Acer Inc (宏碁) on Wednesday last week announced top executive appointments to meet the PC brand’s operational plans, while its third-quarter financial results — released on the same day — missed market expectations.
Acer president of IT products business Jerry Kao (高樹國) and president of corporate marketing, business planning and operations Tiffany Huang (黃資婷) are to serve as co-chief operating officers, Acer said in a filing with the Taiwan Stock Exchange.
“To meet Acer Group’s operational requirements, the board of directors approved establishing and appointing co-chief operating officers,” the statement said.
Effective from Thursday, Kao and Huang were to report directly to Acer chairman and chief executive officer Jason Chen (陳俊聖). Kao joined Acer in 1995 and Huang has worked for the company since 1988.
The changes came as Chen’s leadership has shifted the company’s focus to less-competitive niches, such as gaming PCs, ultrabooks and Chromebooks in the past few years. The development of several non-PC subsidiaries, such as StarVR Corp (宏星技術), Acer Cyber Security Inc (安碁資訊) and Acer ITS Inc (智通), has improved the company’s fundamentals.
In the third quarter, Acer reported that operating income increased 25.4 percent year-on-year to NT$1.17 billion (US$38 million), the highest third-quarter results in the past eight years.
However, net income decreased 37 percent annually to NT$912 million, with earnings per share (EPS) of NT$0.3, compared with NT$0.48 for the same period last year.
Consolidated revenue rose 7.8 percent last quarter from a year earlier to NT$65.33 billion as the company saw sales growth across the Americas, the Asia-Pacific, Europe, the Middle East and Africa, while gross margin was 10.6 percent and operating margin was 1.8 percent, Acer said in a statement.
In the first three quarters of this year, net income totaled NT$2.5 billion, up 42.5 percent year-on-year, with cumulative EPS rising from NT$0.58 to NT$0.83 over the period, boosted by robust sales in the US, Russia and Southeast Asia, it said.
Acer’s quarterly results missed market expectations again due to a higher mix of low-end gaming systems, increased competition in the low-end gaming space and currency headwinds in emerging markets, which dragged down margins, Morgan Stanley Asia Ltd said in a note on Thursday.
A shortage of central processing units (CPUs) at Intel Corp would continue to affect average and low-end PC products as the US chipmaker prioritizes the supply of CPUs to high-end products in the server and gaming segments.
“The effect of the CPU shortage and foreign-exchange headwinds in the emerging markets will weigh on near-term demand,” Morgan Stanley analyst Howard Kao (高燕禾) said.
“The lack of a long-term strategy and stretched valuation makes us continue to rate Acer as underweight,” he added.
As the US-China trade dispute continues and punitive tariffs are raised next year from 10 percent to 25 percent, Acer is expected to see higher product costs and a need to increase product prices, Yuanta Securities Investment Consulting Co (元大投顧) analyst Calvin Wei (魏建發) said on Thursday.
“Due to a muted peak season, we expect fourth-quarter sales to decline by 4 percent quarter-on-quarter, compared with quarterly growth of 5 to 10 percent in the past few years,” Wei added.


● Description of the task: When the line containing "This screenshot has width=576, height=331." is found in the data below, copy it and each line after it through the line containing "What do you see at coordinates (406, 328)", exactly and with no others.
═══ Supplied entries ═══
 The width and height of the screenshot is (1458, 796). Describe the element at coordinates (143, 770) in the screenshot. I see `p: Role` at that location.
═══
═══ Supplied entries ═══
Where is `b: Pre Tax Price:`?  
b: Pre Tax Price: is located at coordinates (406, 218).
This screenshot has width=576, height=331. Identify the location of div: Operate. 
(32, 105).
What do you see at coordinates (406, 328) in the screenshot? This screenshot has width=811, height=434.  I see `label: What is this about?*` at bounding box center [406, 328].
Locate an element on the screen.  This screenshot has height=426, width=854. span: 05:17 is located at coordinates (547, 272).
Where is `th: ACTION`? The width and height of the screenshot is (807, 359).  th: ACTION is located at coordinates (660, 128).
═══
═══ Supplied entries ═══
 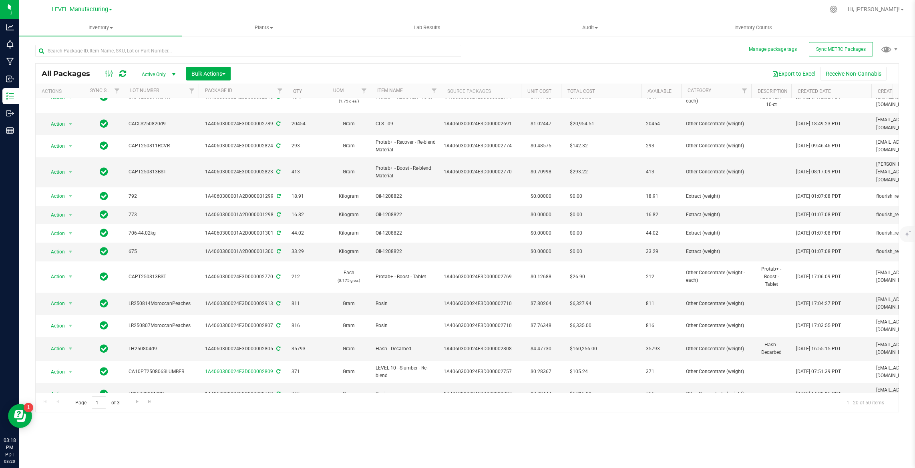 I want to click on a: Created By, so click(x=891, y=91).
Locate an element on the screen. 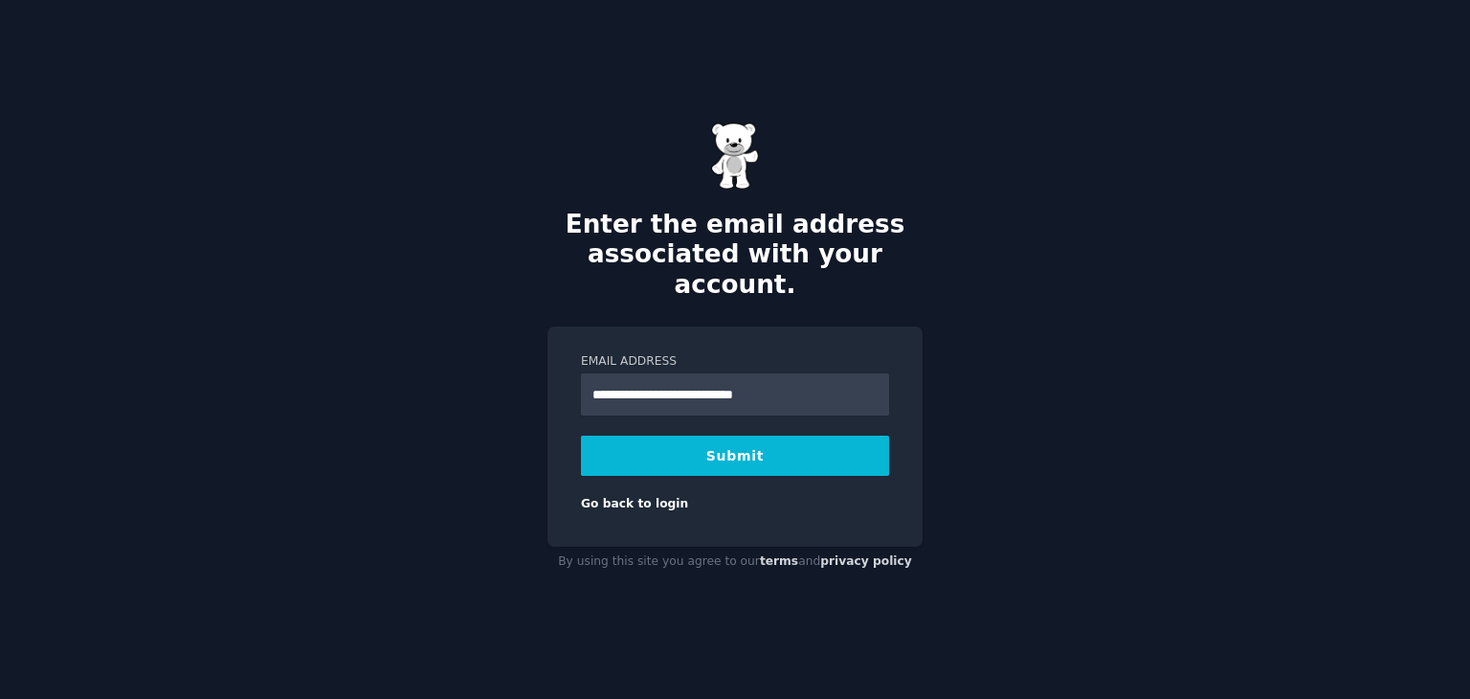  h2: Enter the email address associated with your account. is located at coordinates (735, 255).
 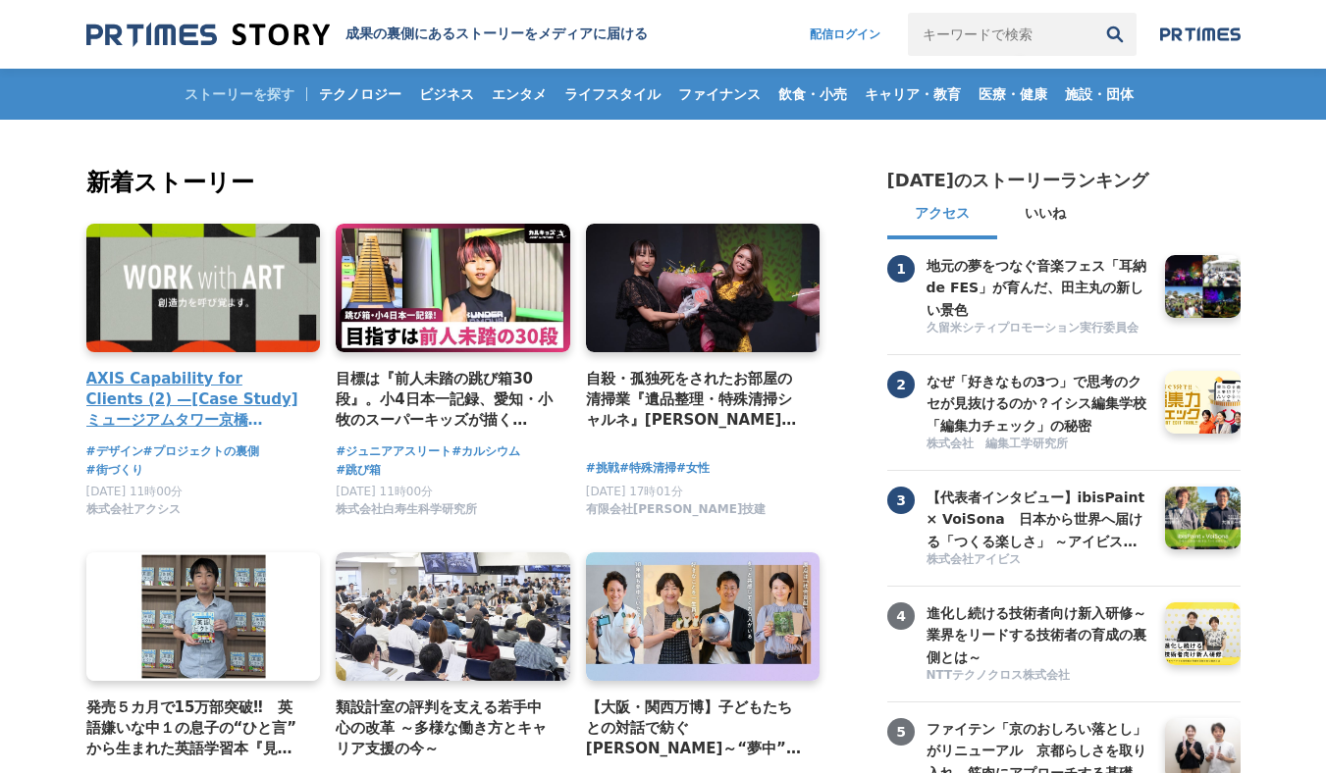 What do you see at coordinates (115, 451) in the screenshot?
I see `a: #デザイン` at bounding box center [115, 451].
═══
● Result for this task:
This screenshot has width=576, height=331. Identify the location of div: Operate. 
(32, 105).
What do you see at coordinates (406, 328) in the screenshot? This screenshot has width=811, height=434.  I see `label: What is this about?*` at bounding box center [406, 328].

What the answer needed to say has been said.